§ What you are asked to do: All records must be quoted exactly. Omit the pictures.
Excerpted data section start
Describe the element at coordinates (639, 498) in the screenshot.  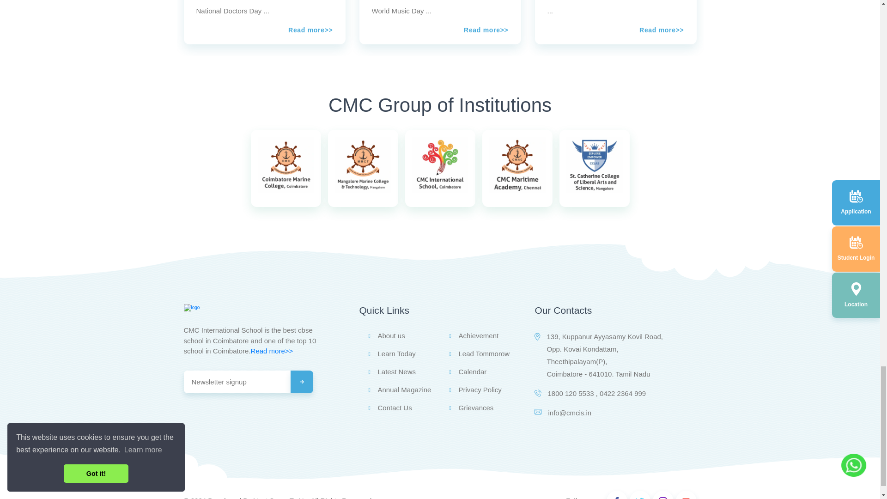
I see `Twitter` at that location.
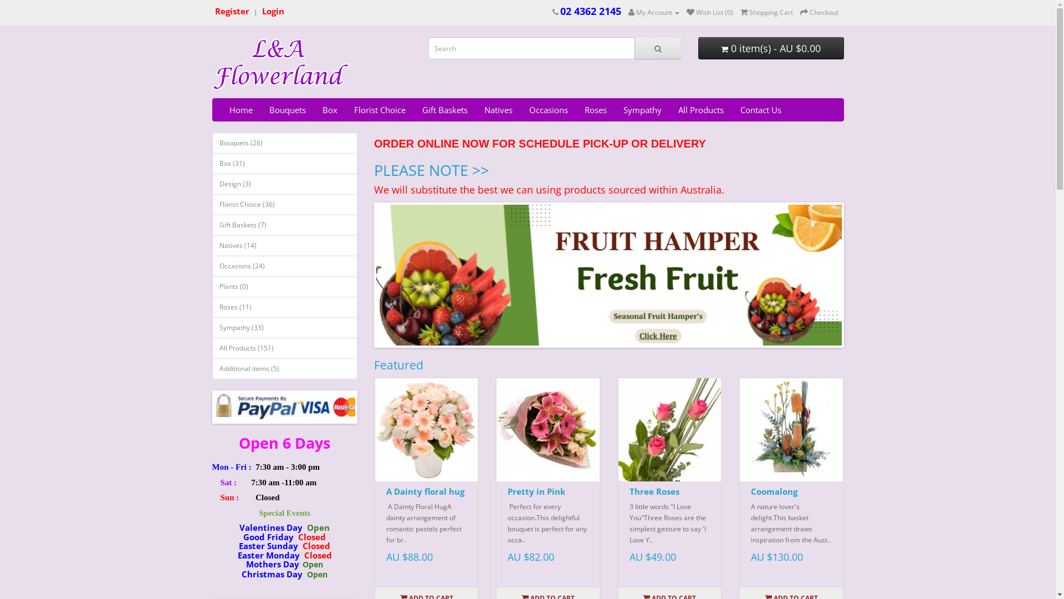  I want to click on Plants (0), so click(285, 287).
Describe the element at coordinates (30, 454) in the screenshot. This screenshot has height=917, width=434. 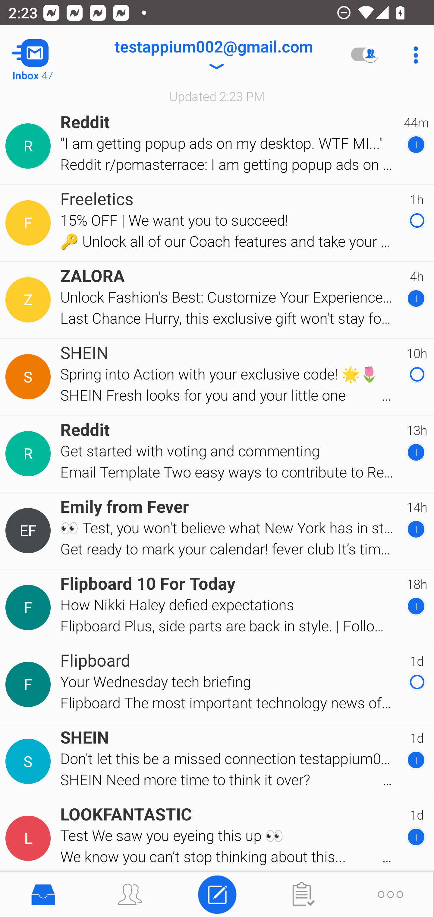
I see `Contact Details` at that location.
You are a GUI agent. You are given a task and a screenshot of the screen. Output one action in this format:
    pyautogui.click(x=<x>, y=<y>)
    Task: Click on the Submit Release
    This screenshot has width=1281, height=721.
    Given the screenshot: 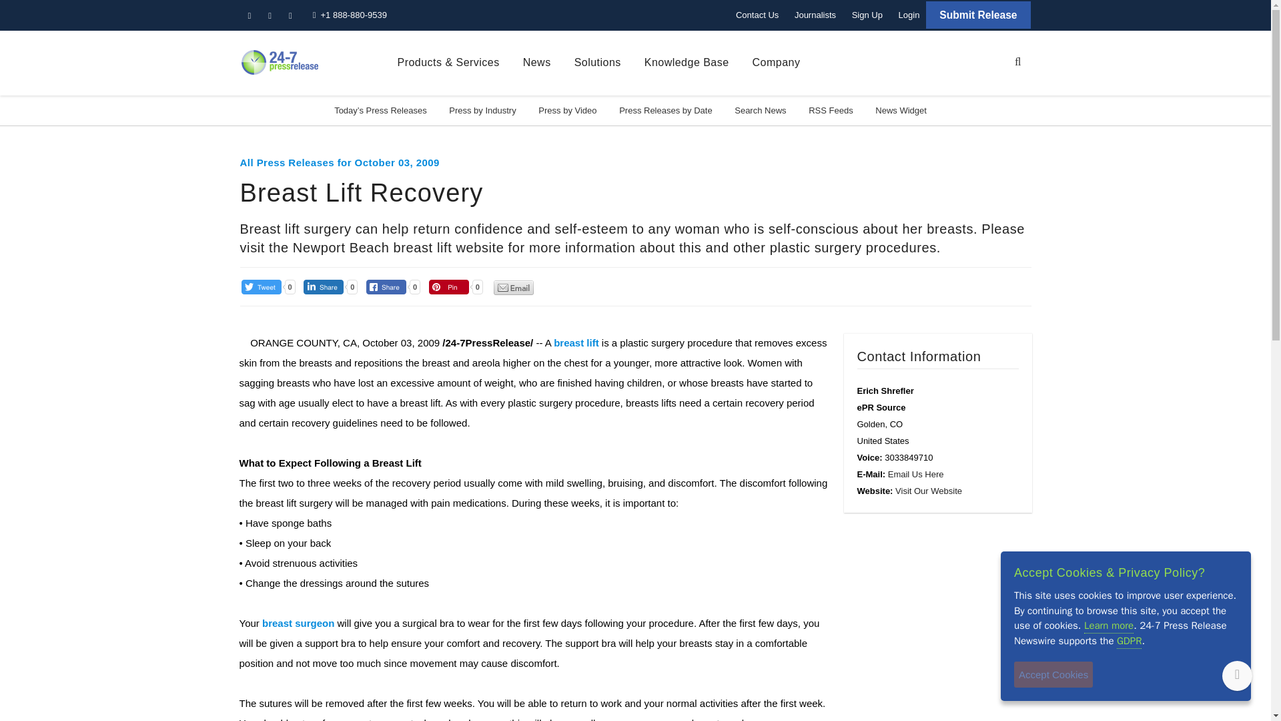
Excerpted data section end
§ Expected answer:
Describe the element at coordinates (639, 498) in the screenshot.  
I see `Twitter` at that location.
  I want to click on Plants (0), so click(285, 287).
Describe the element at coordinates (30, 454) in the screenshot. This screenshot has height=917, width=434. 
I see `Contact Details` at that location.
You are a GUI agent. You are given a task and a screenshot of the screen. Output one action in this format:
    pyautogui.click(x=<x>, y=<y>)
    Task: Click on the Submit Release
    This screenshot has width=1281, height=721.
    Given the screenshot: 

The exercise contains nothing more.